It is, therefore, inevitable that the teachers are, on the whole, superior persons eugenically. Their celibacy must be considered highly detrimental to racial welfare.
But, it may be said, there is a considerable number of women so deficient in sex feeling or emotional equipment that they are certain never to marry; they are, nevertheless, persons of intellectual ability. Let them be the school teachers. This solution is, however, not acceptable. Many women of the character described undoubtedly exist, but they are better placed in some other occupation. It is wholly undesirable that children should be reared under a neuter influence, which is probably too common already in education.
If women are to teach, then, it must be concluded that on eugenic grounds preference should be given to married rather than single teachers, and that the single ones should be encouraged to marry. This requires (1) that considerable change be made in the education of young women, so that they shall be fitted for motherhood rather than exclusively for school teaching as is often the case, and (2) that social devices be brought into play to aid them in mating—since undoubtedly a proportion of school teachers are single from the segregating character of their profession, not from choice, and (3) provision for employing some women on half-time and (4) increase of the number of male teachers in high schools.
It is, perhaps, unnecessary to mention a fifth change necessary: that school boards must be brought to see the undesirability of employing only unmarried women, and of discharging them, no matter how efficient, if they marry or have children. The courts must be enabled to uphold woman's right of marriage and motherhood, instead of, as in some cases at present, upholding school boards in their denial of this right. Contracts which prevent women teachers from marrying or discontinuing their work for marriage should be illegal, and talk about the "moral obligation" of normal school graduates to teach should be discountenanced.

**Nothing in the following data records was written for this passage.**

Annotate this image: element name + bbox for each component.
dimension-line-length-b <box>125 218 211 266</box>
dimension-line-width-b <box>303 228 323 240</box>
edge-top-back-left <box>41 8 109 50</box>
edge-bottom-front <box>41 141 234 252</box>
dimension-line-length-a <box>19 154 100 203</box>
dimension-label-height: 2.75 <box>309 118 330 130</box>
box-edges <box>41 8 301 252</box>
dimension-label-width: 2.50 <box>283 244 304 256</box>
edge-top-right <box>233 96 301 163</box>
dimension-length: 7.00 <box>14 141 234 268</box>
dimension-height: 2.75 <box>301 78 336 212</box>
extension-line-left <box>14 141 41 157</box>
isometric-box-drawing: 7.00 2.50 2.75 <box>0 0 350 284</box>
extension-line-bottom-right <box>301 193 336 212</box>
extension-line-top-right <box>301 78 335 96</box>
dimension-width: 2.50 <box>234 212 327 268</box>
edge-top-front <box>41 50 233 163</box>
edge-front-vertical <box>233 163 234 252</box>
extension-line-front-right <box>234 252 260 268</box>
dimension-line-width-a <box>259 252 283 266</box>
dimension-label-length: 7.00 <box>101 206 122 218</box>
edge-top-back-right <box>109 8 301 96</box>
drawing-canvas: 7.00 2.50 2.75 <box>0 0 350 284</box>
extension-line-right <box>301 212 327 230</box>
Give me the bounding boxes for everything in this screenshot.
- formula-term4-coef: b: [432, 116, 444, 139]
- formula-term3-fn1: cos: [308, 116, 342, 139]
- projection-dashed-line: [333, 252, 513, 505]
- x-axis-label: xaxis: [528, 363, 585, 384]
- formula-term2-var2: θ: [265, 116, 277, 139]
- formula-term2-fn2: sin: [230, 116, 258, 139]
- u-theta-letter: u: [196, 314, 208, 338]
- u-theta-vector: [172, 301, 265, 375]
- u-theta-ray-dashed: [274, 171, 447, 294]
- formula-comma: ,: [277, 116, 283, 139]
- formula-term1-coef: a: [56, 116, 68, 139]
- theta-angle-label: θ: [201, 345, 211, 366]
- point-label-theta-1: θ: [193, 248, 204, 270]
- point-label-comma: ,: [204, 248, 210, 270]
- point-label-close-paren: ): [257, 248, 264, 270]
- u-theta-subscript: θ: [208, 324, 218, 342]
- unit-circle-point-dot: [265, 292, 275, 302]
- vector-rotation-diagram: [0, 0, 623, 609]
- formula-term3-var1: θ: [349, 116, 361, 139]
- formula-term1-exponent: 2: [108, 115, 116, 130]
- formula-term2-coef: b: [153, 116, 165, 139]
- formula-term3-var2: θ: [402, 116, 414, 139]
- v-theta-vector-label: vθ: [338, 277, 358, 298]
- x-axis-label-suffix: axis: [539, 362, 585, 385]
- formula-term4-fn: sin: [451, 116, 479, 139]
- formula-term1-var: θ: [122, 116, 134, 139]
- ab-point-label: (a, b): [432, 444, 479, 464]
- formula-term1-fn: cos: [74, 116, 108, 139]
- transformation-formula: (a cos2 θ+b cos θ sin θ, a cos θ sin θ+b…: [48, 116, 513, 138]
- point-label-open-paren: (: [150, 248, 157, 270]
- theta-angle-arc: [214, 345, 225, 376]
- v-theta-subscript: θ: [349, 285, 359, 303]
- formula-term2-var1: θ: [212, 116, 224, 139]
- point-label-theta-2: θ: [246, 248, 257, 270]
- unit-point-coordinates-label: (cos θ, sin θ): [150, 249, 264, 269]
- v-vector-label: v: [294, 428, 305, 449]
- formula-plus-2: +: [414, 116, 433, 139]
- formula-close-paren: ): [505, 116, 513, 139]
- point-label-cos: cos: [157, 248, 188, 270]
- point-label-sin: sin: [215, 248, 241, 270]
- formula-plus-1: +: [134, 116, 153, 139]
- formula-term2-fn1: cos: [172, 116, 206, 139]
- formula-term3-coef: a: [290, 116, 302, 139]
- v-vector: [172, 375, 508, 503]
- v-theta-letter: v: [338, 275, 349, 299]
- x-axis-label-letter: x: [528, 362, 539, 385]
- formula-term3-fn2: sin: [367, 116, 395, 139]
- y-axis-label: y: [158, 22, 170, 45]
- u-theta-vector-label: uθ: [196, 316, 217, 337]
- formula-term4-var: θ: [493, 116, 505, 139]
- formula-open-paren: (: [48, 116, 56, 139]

Against the proposal to employ married school teachers, two objections are urged. It is said (1) that for most women school teaching is merely a temporary occupation, which they take up to pass the few years until they shall have married. To this it may be replied that the hope of marriage too often proves illusory to the young woman who enters on the pedagogical career, because of the lack of opportunities to meet men, and because the nature of her work is not such as to increase her attractiveness to men, nor her fitness for home-making. Pedagogy is too often a sterilizing institution, which takes young women who desire to marry and impairs their chance of marriage.
Again it will be said (2) that married teachers would lose too much time from their work; that their primary interests would be in their own homes instead of in the school; that they could not teach school without neglecting their own children. These objections fall in the realm of education, not eugenics, and it can only be said here that the reasons must be extraordinarily cogent, which will justify the enforcement of celibacy on so large a body of superior young women as is now engaged in school teaching.
The magnitude of the problem is not always realized. In 1914 the Commissioner of education reported that there were, in the United States, 169,929 men and 537,123 women engaged in teaching. Not less than half a million women, therefore, are potentially affected by the institution of pedagogical celibacy.